Ex-LHS hoops standout eager to walk on

Novice fisherman Stephen Vinson nearly took an unexpected plunge earlier this summer into the Caribbean off the shores of Cancun.

“I caught an amberjack. It almost pulled me in the water,” said Vinson, a freshman who is walking on to the Kansas University basketball team. He called hooking the fish the high-water mark of his summer vacation.

“The (boat) driver ate it,” Vinson added with a laugh, noting he had no trophy to mount on the wall of his Jayhawker Towers apartment to prove he’s not a member of the Fisherman Liar’s Club.

A week in Mexico with his girlfriend and her family in early June was a relaxing start to what turned out to be a grueling summer for the former Lawrence High standout.

“Once I got back, I started to work to get ready for the season,” Vinson said. The 6-foot-2, 185-pounder played basketball at least twice a day  and ran the court as a ref for 3-on-3 Holcom Recreation basketball.

Most days began with an early wake-up call.

“The best thing I did all summer was work out in the mornings with Danny Manning,” Vinson said, referring to the NBA veteran and former KU All-American.

Other ex-Jayhawks

Manning invited players from his Kansas City summer league team to join former and current Jayhawks at East Lawrence Center daily.

“We’d do shooting drills and play against each other 5-on-5 with some halfcourt stuff,” Vinson said of the group that included former KU players Steve Woodberry, Rex Walters, Jacque Vaughn and Billy Thomas.

“Rex helped me a lot. I was on his team almost every game. He helped ease me into learning some of the situations that will be different for me in college. Rex was outspoken with me. He’s a smart guy. Anybody my size that can get in the NBA I’d listen to.”

Vaughn, a 6-foot point guard with the Orlando Magic, also tutored Vinson.

“Jacque taught me a lot about defense, and a lot about changing speeds,” Vinson said. “It’s not about being full-speed all the time. It’s about changing speeds and direction and spacing, knowing when to drive and when to shoot.”

Vinson took what he learned in the mornings into evening pick-up games with current members of KU’s team.

He said the summer pick-up action was fun because it was competitive.

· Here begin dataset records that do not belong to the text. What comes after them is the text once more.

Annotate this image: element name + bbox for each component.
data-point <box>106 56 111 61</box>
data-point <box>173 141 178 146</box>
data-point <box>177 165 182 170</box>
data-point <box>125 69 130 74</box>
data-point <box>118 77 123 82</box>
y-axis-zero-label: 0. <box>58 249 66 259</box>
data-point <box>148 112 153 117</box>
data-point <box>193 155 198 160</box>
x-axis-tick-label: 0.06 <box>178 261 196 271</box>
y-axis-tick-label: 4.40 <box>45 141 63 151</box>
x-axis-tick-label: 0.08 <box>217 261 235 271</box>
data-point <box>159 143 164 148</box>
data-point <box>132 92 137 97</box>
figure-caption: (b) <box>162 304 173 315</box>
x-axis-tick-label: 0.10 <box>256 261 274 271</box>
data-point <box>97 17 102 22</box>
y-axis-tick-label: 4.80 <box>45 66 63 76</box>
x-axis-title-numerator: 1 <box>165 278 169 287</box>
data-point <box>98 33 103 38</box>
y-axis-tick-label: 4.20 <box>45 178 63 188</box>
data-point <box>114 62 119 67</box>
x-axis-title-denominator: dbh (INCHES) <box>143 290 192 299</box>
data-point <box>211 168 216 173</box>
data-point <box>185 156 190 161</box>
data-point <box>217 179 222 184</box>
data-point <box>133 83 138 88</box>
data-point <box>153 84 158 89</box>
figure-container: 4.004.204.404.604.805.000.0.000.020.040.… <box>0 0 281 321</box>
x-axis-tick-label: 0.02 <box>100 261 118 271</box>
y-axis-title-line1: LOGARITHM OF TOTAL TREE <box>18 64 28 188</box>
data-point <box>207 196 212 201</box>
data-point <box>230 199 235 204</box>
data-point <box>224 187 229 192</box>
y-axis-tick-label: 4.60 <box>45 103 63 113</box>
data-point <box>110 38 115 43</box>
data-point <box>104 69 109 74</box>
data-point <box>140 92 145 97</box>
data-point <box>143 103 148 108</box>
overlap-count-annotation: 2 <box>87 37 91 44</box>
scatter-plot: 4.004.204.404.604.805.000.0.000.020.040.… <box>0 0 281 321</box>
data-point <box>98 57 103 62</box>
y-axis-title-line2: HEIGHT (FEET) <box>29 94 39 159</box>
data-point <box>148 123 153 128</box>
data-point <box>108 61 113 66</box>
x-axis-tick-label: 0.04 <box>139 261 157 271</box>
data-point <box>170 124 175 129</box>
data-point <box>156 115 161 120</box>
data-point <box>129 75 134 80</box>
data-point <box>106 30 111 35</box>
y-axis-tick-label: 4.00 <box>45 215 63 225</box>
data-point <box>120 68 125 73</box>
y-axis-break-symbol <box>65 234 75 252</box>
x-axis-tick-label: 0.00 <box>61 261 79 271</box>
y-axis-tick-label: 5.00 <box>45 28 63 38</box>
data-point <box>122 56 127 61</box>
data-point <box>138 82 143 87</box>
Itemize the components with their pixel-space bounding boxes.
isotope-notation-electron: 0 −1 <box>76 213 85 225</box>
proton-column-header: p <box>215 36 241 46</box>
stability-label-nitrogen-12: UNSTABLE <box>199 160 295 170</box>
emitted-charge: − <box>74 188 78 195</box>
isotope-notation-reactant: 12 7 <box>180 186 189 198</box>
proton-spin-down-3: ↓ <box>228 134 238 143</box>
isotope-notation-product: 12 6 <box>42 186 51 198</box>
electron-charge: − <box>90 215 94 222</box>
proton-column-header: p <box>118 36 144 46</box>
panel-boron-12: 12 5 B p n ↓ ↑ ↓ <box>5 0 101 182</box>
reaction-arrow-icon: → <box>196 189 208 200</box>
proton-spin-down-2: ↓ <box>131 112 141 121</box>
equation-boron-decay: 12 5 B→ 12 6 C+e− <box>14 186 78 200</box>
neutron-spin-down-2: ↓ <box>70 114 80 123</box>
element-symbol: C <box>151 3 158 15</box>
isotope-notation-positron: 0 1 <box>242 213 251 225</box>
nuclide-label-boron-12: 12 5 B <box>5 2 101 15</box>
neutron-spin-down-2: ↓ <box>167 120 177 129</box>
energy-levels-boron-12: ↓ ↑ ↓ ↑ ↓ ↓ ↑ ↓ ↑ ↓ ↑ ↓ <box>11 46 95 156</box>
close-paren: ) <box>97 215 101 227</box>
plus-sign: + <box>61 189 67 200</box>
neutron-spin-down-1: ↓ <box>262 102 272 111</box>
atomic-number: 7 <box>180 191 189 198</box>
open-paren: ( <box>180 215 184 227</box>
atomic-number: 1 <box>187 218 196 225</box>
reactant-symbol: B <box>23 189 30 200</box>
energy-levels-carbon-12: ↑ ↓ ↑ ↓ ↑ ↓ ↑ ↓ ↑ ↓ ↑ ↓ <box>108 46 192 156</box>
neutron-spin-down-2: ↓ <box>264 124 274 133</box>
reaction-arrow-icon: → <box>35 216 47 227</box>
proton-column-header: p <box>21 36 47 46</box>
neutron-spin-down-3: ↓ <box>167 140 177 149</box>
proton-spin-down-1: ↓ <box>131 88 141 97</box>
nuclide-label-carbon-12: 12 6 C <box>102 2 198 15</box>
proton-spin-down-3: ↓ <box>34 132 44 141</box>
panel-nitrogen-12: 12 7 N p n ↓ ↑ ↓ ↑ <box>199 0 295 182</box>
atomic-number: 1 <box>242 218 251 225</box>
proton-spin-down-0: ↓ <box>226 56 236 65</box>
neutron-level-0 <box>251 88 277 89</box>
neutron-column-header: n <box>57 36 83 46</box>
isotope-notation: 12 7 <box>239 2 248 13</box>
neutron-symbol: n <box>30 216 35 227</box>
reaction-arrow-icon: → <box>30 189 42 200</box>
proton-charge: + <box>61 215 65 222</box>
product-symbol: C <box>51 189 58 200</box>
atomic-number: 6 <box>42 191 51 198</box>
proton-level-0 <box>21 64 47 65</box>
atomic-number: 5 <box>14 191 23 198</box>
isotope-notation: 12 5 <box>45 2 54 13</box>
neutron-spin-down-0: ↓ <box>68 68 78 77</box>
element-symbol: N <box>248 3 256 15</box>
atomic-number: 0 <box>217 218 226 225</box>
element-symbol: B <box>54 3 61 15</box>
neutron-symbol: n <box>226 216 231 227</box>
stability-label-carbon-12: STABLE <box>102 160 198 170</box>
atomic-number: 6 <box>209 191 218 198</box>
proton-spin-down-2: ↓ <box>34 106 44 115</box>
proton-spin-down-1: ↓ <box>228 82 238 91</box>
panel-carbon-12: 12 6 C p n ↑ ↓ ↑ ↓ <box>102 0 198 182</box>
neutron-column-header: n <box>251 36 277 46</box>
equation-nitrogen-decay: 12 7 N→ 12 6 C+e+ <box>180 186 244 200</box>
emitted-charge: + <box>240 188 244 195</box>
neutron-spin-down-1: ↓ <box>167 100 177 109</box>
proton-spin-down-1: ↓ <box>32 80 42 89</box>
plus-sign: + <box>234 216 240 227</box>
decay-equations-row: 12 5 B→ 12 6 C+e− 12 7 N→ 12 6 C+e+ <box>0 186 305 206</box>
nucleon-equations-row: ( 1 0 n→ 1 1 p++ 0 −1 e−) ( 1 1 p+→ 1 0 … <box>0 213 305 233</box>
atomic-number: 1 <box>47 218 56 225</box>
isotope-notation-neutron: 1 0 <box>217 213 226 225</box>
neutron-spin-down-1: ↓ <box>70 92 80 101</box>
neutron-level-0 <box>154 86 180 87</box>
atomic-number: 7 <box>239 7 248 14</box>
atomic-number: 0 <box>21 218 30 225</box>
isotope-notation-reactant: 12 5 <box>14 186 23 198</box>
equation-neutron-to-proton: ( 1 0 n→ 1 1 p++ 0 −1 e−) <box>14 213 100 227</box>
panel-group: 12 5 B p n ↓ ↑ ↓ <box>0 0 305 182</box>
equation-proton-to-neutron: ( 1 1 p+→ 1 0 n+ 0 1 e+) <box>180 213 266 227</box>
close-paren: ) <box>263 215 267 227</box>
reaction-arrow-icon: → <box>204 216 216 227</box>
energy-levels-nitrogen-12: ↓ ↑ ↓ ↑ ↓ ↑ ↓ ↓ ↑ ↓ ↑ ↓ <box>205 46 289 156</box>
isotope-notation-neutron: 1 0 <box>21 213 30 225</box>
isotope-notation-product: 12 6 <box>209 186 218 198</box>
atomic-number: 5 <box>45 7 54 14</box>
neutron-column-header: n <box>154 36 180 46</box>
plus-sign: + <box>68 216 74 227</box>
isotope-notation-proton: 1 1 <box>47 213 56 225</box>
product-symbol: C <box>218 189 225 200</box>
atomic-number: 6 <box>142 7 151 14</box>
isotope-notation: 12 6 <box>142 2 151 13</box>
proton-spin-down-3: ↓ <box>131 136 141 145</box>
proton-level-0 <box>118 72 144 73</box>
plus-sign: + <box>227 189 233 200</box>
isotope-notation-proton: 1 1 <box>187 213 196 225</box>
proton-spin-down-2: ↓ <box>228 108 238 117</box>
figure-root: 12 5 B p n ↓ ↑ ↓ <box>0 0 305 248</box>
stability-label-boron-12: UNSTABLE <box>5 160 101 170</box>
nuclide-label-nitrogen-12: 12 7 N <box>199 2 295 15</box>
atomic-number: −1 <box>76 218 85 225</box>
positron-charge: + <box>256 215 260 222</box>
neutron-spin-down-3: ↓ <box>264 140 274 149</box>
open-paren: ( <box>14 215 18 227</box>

“The great thing I’m learning is everyone wants to win every game  everyone wants to stay on the court every time,” Vinson said. “I had to figure out where I fit in, figure things I could do to help my team win, things I could do in high school that I can’t do now in college.”

‘Playing hard’

Vinson, second leading scorer in LHS history with 813 points and No. 2 three-point shooting leader, has been compared to former KU walk-on Brett Ballard, a deadly three-point bomber. Vinson hit several threes for the championship team at the 2002 Sunflower State Games in Topeka.

“I think if I am going to be successful in my style of play it’d definitely be diving on the floor like Jerod Haase,” Vinson said of the former Jayhawk and current KU aide. “I like to shoot it as well. I have more a point guard mentality as far as controlling the ball, tempo, pushing the ball like Hinrich. I like playing hard.”

Vinson’s hard-nosed style of play earned him first-team and Sunflower League player of the year honors last season.

He received recruiting interest from schools like UMKC, Baylor and smaller schools in the East. He earned MVP honors at the Five-Star camp in Pennsylvania the summer after his junior year at LHS.

Even Kansas State jumped into the picture late, a day after Vinson decided to accept a walk-on slot at KU, a team he has followed since moving to Lawrence from Atlanta seven years ago.

Playing once at Free State High, he was being watched by a K-State coach and a KU coach at the same time.

Mind was made up

“Those two coaches came to see some of the other guys,” Vinson recalled. “A guy came and talked to me afterward and wanted to know why I was walking on at KU, and if I’d be interested in K-State because they had a scholarship. I pretty much said my mind was made up.

“I let the word out I was going to KU. If I say something that’s pretty much it.”

If he hadn’t landed at KU, Vinson said, he didn’t know where he might have gone to school.

“I didn’t really get involved in the recruiting (process) because I knew what I wanted to do,” he said. “I never really pictured myself any other place,” Vinson said.

Now he’s getting ready to move into his new apartment, wondering who his roomie will be.

“They have an even number of players, so I live with a football player,” Vinson said. “It gets interesting from here. They told me I’d be living with a freshman walk-on, Gabe Rosalis. I have a media guide. I checked the roster. He’s a fifth-year senior who is 6-4, 300 pounds, starting offensive tackle.

“I don’t know if they’re messing with me. I guess I’ll have someone to protect me,” Vinson added with a laugh. “I know you are not supposed to get excited for school, but when basketball comes around you get excited. I am anxious to start.”